A community with no mechanism for dealing with conflict cannot last long. If being an Elm sounds fine to you—it's not a bad fate after all—then that's fine! Just don't expect more unless you're willing to start developing conflict tolerance in the community.

> It's not just the far right that's uncomfortable with this kind of policy and rhetoric

It really kinda is though. HN commenters generally lean a lot harder right than they are aware of and/or want to admit. This belief about a "growing tendency towards sheltering oneself and others from all emotional discomfort" is straightforwardly a right wing view.

> HN commenters generally lean a lot harder right than they are aware of and/or want to admit.

That's a perception that is common among left-wing commenters who find themselves exposed here to right-wing ideas for the first time. As someone who actively seeks to represent whichever perspectives are underrepresented in a given context (down to specific threads), I can assure you that HN leans pretty firmly left. I very rarely need to take the left-wing perspective here when trying to provide balance.

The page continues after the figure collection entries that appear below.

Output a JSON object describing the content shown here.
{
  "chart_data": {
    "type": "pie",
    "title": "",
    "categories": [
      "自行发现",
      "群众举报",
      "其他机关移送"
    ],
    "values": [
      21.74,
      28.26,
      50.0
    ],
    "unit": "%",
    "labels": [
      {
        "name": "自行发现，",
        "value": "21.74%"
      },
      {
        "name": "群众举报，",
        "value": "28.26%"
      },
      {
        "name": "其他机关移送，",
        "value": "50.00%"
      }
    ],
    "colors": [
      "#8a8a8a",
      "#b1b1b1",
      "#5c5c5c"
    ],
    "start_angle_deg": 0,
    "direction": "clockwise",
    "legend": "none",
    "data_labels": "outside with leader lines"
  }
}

(Obviously you only have my word for it, but my friends and family all think I'm a raging liberal because I represent the left to them.)

> This belief about a "growing tendency towards sheltering oneself and others from all emotional discomfort" is straightforwardly a right wing view.

If Jonathan Haidt is a right-wing activist from your perspective, then sure. I don't think most people see Haidt that way, and certainly don't think he sees himself that way.